Mrs. Mallard seems to have had a heart problem, and this prompted the husband to impose great care on her, “Mrs. Mallard was afflicted with a heart trouble.” Thus, the husband made her stay inside the house, which made her grow lonely. Her husband seems to have been cruel to her because his death makes her happy that she can finally have freedom. When she says, “free, free, free!” we see that she has achieved the freedom that she has been yearning for. “The vacant stare and the look of terror that had followed it went from her eyes,” shows that she had been subjected to oppression, and for her to learn that she can finally enjoy freedom, she gets relief. It is also ironic that the husband confides her because of a heart problem, but when she hears of her husband, death, and her pulses beat fast, calming her body, “relaxed every inch of her body.”

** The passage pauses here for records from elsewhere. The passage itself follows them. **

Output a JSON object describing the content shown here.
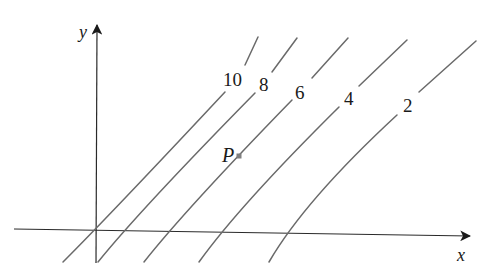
{
  "diagram": {
    "type": "contour-map",
    "axes": {
      "x_label": "x",
      "y_label": "y"
    },
    "point": {
      "label": "P",
      "color": "#808080"
    },
    "contours": [
      {
        "level": "10",
        "label": "10"
      },
      {
        "level": "8",
        "label": "8"
      },
      {
        "level": "6",
        "label": "6"
      },
      {
        "level": "4",
        "label": "4"
      },
      {
        "level": "2",
        "label": "2"
      }
    ],
    "colors": {
      "axis": "#2a2a2a",
      "contour": "#6a6a6a",
      "background": "#ffffff"
    }
  }
}
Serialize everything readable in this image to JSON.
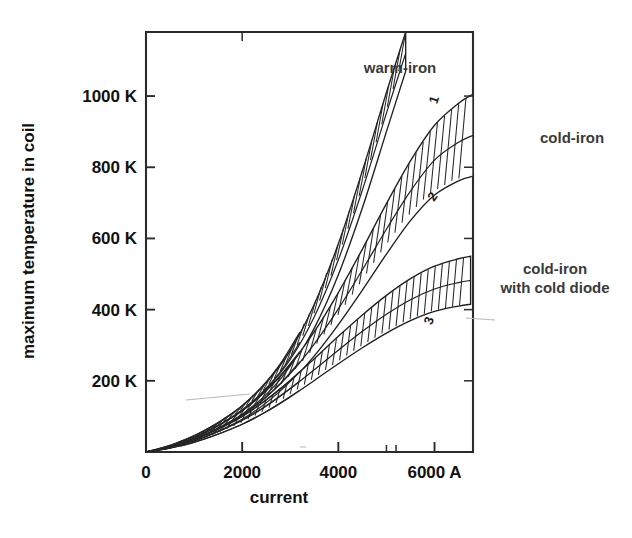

The narrator in The Yellow pages has given birth and the husband, who is a physician, thinks that she should rest and heal off, “that I was to have perfect rest and all the air I could get.” However, it seems that the husband does not have pure intentions for her as he does not allow her to make a decision of the room she can stay in, “I don’t like our room a bit, but John would not hear of it.” John confides the narrator in a small yellow room, where she cannot go anywhere, and this causes her to develop psychological trauma. When she says, “I’ve got out last,” it indicates that she is free at last, as she gains the freedom she has been seeking for so long.

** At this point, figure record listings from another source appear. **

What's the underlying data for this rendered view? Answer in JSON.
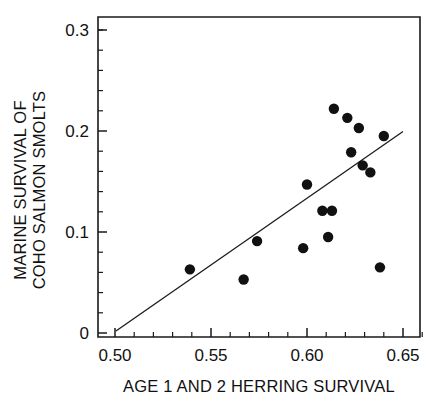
{
  "chart_data": {
    "type": "scatter",
    "title": "",
    "xlabel": "AGE 1 AND 2 HERRING SURVIVAL",
    "ylabel_line1": "MARINE SURVIVAL OF",
    "ylabel_line2": "COHO SALMON SMOLTS",
    "xlim": [
      0.5,
      0.6667
    ],
    "ylim": [
      0.0,
      0.3175
    ],
    "xticks": [
      0.5,
      0.55,
      0.6,
      0.65
    ],
    "xtick_labels": [
      "0.50",
      "0.55",
      "0.60",
      "0.65"
    ],
    "xticks_minor": [
      0.51,
      0.52,
      0.53,
      0.54,
      0.56,
      0.57,
      0.58,
      0.59,
      0.61,
      0.62,
      0.63,
      0.64,
      0.66
    ],
    "yticks": [
      0.0,
      0.1,
      0.2,
      0.3
    ],
    "ytick_labels": [
      "0",
      "0.1",
      "0.2",
      "0.3"
    ],
    "yticks_minor": [
      0.02,
      0.04,
      0.06,
      0.08,
      0.12,
      0.14,
      0.16,
      0.18,
      0.22,
      0.24,
      0.26,
      0.28,
      0.3
    ],
    "grid": false,
    "legend": false,
    "marker_color": "#111111",
    "marker_size": 5.2,
    "points": [
      {
        "x": 0.539,
        "y": 0.063
      },
      {
        "x": 0.567,
        "y": 0.053
      },
      {
        "x": 0.574,
        "y": 0.091
      },
      {
        "x": 0.598,
        "y": 0.084
      },
      {
        "x": 0.6,
        "y": 0.147
      },
      {
        "x": 0.608,
        "y": 0.121
      },
      {
        "x": 0.613,
        "y": 0.121
      },
      {
        "x": 0.611,
        "y": 0.095
      },
      {
        "x": 0.614,
        "y": 0.222
      },
      {
        "x": 0.621,
        "y": 0.213
      },
      {
        "x": 0.623,
        "y": 0.179
      },
      {
        "x": 0.627,
        "y": 0.203
      },
      {
        "x": 0.629,
        "y": 0.166
      },
      {
        "x": 0.633,
        "y": 0.159
      },
      {
        "x": 0.64,
        "y": 0.195
      },
      {
        "x": 0.638,
        "y": 0.065
      }
    ],
    "fit_line": {
      "x0": 0.5005,
      "y0": 0.002,
      "x1": 0.65,
      "y1": 0.1995,
      "color": "#1a1a1a"
    }
  }
}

Mrs. Mallard and the narrator go through oppression through their husbands. The husbands use their health as a way of confinement whereby they cannot live in their rooms as they have to be watched and taken care of. The women yearn to be free, and this is why they feel relieved when they hear the death of their husbands. Through the two texts, we see how women in the Victorian were oppressed and controlled by men in society.
Conclusively, the two texts can be equated to our lives today. Just like Mrs. Mallard and the narrator, we are also going through confinement due to the COVID-19 crisis. Through government regulations, we have been forced to stay in our homes so as to control the spread of the virus. Staying indoors for so many months has caused people to yearn for freedom, just like the women in the two texts.